UPDATED Harvard has withdrawn offers of admission to at least 10 students who traded sexually and racially charged memes in a private Facebook group.
It’s become commonplace for colleges and universities to monitor prospective students’ activity on social media sites such as Twitter, Facebook and Instagram, and some students have not been accepted in part because of their postings. But it’s unusual for students who’ve already been admitted to have those offers withdrawn because of their social media activity.
The university’s move was reported by its student newspaper, The Harvard Crimson. It based its reporting on interviews with several members of the Facebook group set up last December by a few students who’d been admitted to the class of 2021.
The name of the group, at one point, was “Harvard memes for horny bourgeois teens,” the Crimson said.
The memes and messages traded by students in the group included ones that made fun of sexual assault, the Holocaust, and the deaths of children, the Crimson said. One post joked that abusing children was sexually arousing; another referred to the hypothetical hanging of a Mexican child as “piñata time.”
Harvard administrators discovered the group and its contents, and revoked admissions offers in April to at least ten students, the Crimson said.
UPDATED Harvard would not discuss its decisions with the Crimson, saying in an email that it does not “comment publicly on the admissions status of individual applicants.” Harvard spokeswoman Rachael Dane said the same thing in response to Education Week‘s request for comment and discussion.
Apparently the chat that got Harvard’s attention was an offshoot of a larger Facebook messaging group of about 100 students admitted to the class of 2021, according to the Crimson. That group was set up to share memes about popular culture, and one student told the Crimson it featured mostly “lighthearted” memes.
But soon some members formed an offshoot group for exchanging “more R-rated” memes. The founders of the offshoot group decided only to admit members who had posted “provocative” memes in the original, larger group, the student newspaper reported.
“They were like, ‘Oh, you have to send a meme to the original group to prove that you could get into the new one,’” Cassandra Luca, an admitted student whose offer was not rescinded, told the newspaper. “This was a just-because-we-got-into-Harvard-doesn’t-mean-we-can’t-have-fun kind of thing.”
Officials in Harvard’s admissions office sent emails to students they believed had posted “offensive” messages in the group, asking them to submit statements explaining their actions, the Crimson reported. Students were later told their admissions decisions were under review, and told they couldn’t attend Visitas, Harvard’s annual late-April weekend for prospective freshmen.
A week later, at least 10 of the students got letters informing them their offers of admission had been withdrawn.
The Harvard admissions office maintains a Facebook group for its class of 2012, and warns members on that page that their admissions offers can be rescinded “if an admitted student engages in behavior that brings into question his or her honesty, maturity, or moral character,” according to the Crimson.
Last year, when some incoming freshmen made offensive remarks online, but Harvard responded only with a joint statement condemning those actions, The Crimson said.
UPDATED The National Association for College Admission Counseling surveys its members regularly, and has found that many colleges rescind offers of admission.
In a recent survey, between one quarter and one third of the surveyed colleges said they’d rescinded offers of admission, said David Hawkins, NACAC’s executive director for educational content and policy. The most common reasons were academic dishonesty, such as cheating, or lying on an admissions application; and behavior that resulted in disciplinary action.
In a survey last summer by Kaplan Test Prep, 35 percent of college admissions officers reported checking social media sites to learn more about applicants. Of those, 47 percent said such checks had a positive impact on their impression of students.
One student said on Twitter, for instance, that she facilitated an LGBTQ panel at her school. She hadn’t included that information in her application, but admissions officers reported to Kaplan that it “made us more interested in her overall and encouraged us to imagine how she would help out the community.”
Forty two percent of the admissions officers who reported that they check students’ social media sites, however, said that the process had a negative impact on applicants. One student, for instance, omitted previous misdeeds from his application.
“A young man who had been involved in a felony did not disclose his past, which is part of our admissions process,” one admissions officer told Kaplan. “His social media page shared his whole story. If he had been forthcoming, we would not have rescinded his acceptance offer, but we had to.”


▶ _Task details_: The records below must be transcribed exactly, with each picture left out.

▶ _Source material_:
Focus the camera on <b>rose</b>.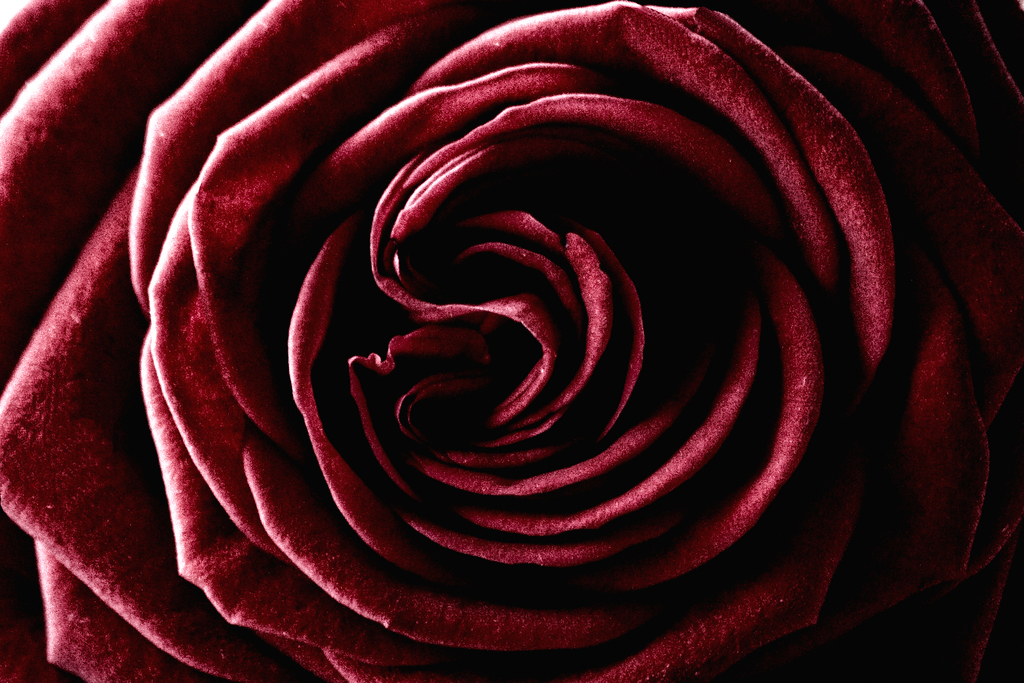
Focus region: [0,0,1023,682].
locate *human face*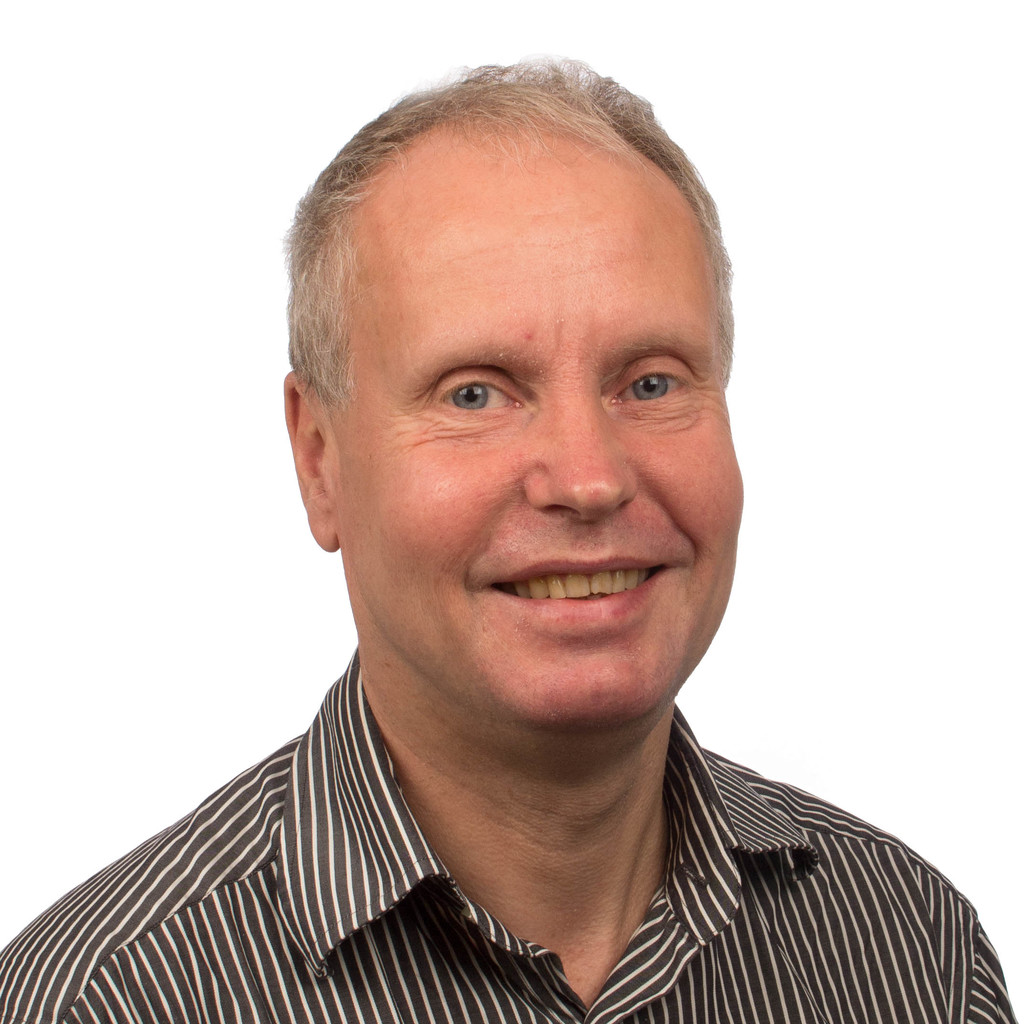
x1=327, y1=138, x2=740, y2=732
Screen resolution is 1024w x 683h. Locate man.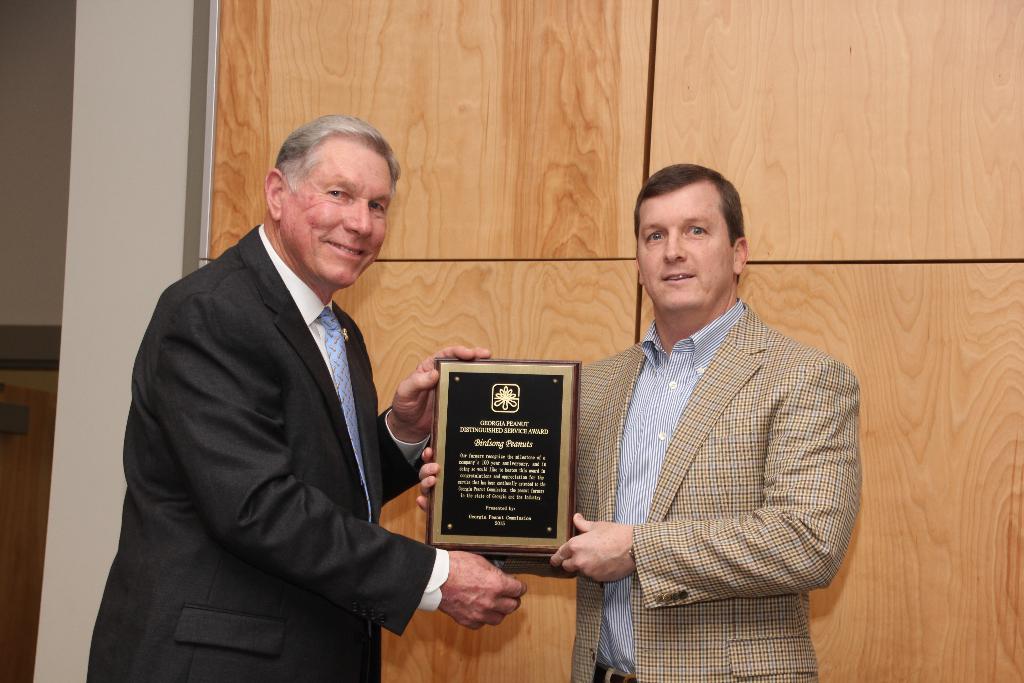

▶ _Task response_:
Focus the camera on <b>rose</b>.
Focus region: [0,0,1023,682].
locate *human face*
x1=327, y1=138, x2=740, y2=732
Screen resolution is 1024w x 683h. Locate man.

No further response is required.